Black’s intellectual strategy to understand the world through the equilibrium lens of CAPM, as properly extended, was not confined to finance. He also used CAPM to lay the foundations of an alternative equilibrium understanding of macroeconomics, including the theory of money and the theory of business cycles, and he always considered this work at least as important as his work in finance. In this respect, his very first published paper, ‘Banking and interest rates in a world without money: the effects of uncontrolled banking’ (1970), set the agenda that would occupy him for the rest of his life.
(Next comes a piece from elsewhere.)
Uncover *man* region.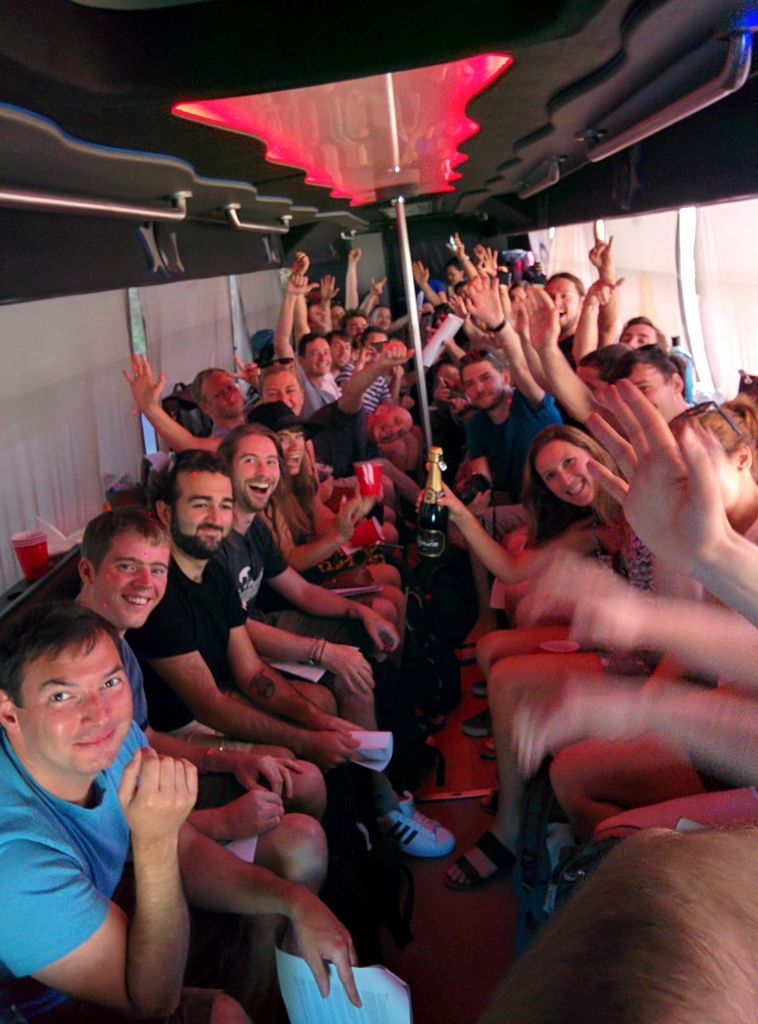
Uncovered: {"left": 308, "top": 271, "right": 350, "bottom": 326}.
His two subsequent books Business Cycles and Equilibrium (1987) and Exploring General Equilibrium (1995a) had little impact on economics at the time they were published. In retrospect, however, they can be seen to have anticipated themes that eventually did enter economics, through the new classical revolution of Robert Lucas and his associates and the real business cycle revolution of Edward Prescott and his associates. More than anyone else, Fischer Black demonstrated that we must look to finance to discover the origin of the dramatic changes in macroeconomic thinking in the last quarter of the 20th century (Mehrling 2005).

See Also

Selected Works

  • 1970. Banking and interest rates in a world without money: The effects of uncontrolled banking. Journal of Bank Research 1: 8–20. Reprinted as ch. 1 in Black (1987).

  • 1971. Toward a fully automated stock exchange. Financial Analysts Journal 27, Part I: 28–35, 44; Part II: 24–28, 86–87.

  • 1972a. Capital market equilibrium with restricted borrowing. Journal of Business 45: 444–445.

  • 1972b. Equilibrium in the creation of investment goods under uncertainty. In Studies in the theory of capital markets, ed. M. Jensen. New York: Praeger.

  • 1973 (With M. Scholes). The pricing of options and corporate liabilities. Journal of Political Economy 81: 637–654.

  • 1973 (With J. Treynor). How to use security analysis to improve portfolio selection. Journal of Business 46: 66–86.

  • 1974. International capital market equilibrium with investment barriers. Journal of Financial Economics 1: 337–352.

  • 1974 (With M. Scholes). From theory to a new financial product. Journal of Finance 19: 399–412.

  • 1975. Bank funds management in an efficient market. Journal of Financial Economics 2: 323–339.

  • 1976. The pricing of commodity contracts. Journal of Financial Economics 3: 167–179.

  • 1980a. The magic in earnings: Economic earnings versus accounting earnings. Financial Analysts Journal 36: 19–24.

  • 1980b. The tax consequences of long-run pension policy. Financial Analysts Journal 36: 21–28.

  • 1986. Noise. Journal of Finance 41: 529–543.

  • 1987. Business cycles and equilibrium. Cambridge, MA: Basil Blackwell.

  • 1988a. Individual investment and consumption under uncertainty. In Portfolio insurance: A guide to dynamic hedging, ed. D. Luskin. New York: Wiley.

  • 1988b. A simple discounting rule. Financial Management 17: 7–11.

  • 1990. Equilibrium exchange rate hedging. Journal of Finance 45: 899–907.

  • 1990 (With E. Derman and W. Toy). A one-factor model of interest rates and its application to treasury bond options. Financial Analysts Journal 46: 33–39.

  • 1991 (With R. Litterman). Asset allocation: Combining investor views with market equilibrium. Journal of Fixed Income 1: 7–18.

  • 1992 (With R. Litterman). Global portfolio optimization. Financial Analysts Journal 48: 28–43.

  • 1992 (With A. Perold). Theory of constant proportion portfolio insurance. Journal of Economic Dynamics and Control 16: 403–426.

  • 1993. Choosing accounting rules. Accounting Horizons 7: 1–17.

  • 1995a. Exploring general equilibrium. Cambridge, MA: MIT Press.

  • 1995b. Interest rates as options. Journal of Finance 50: 1371–1376.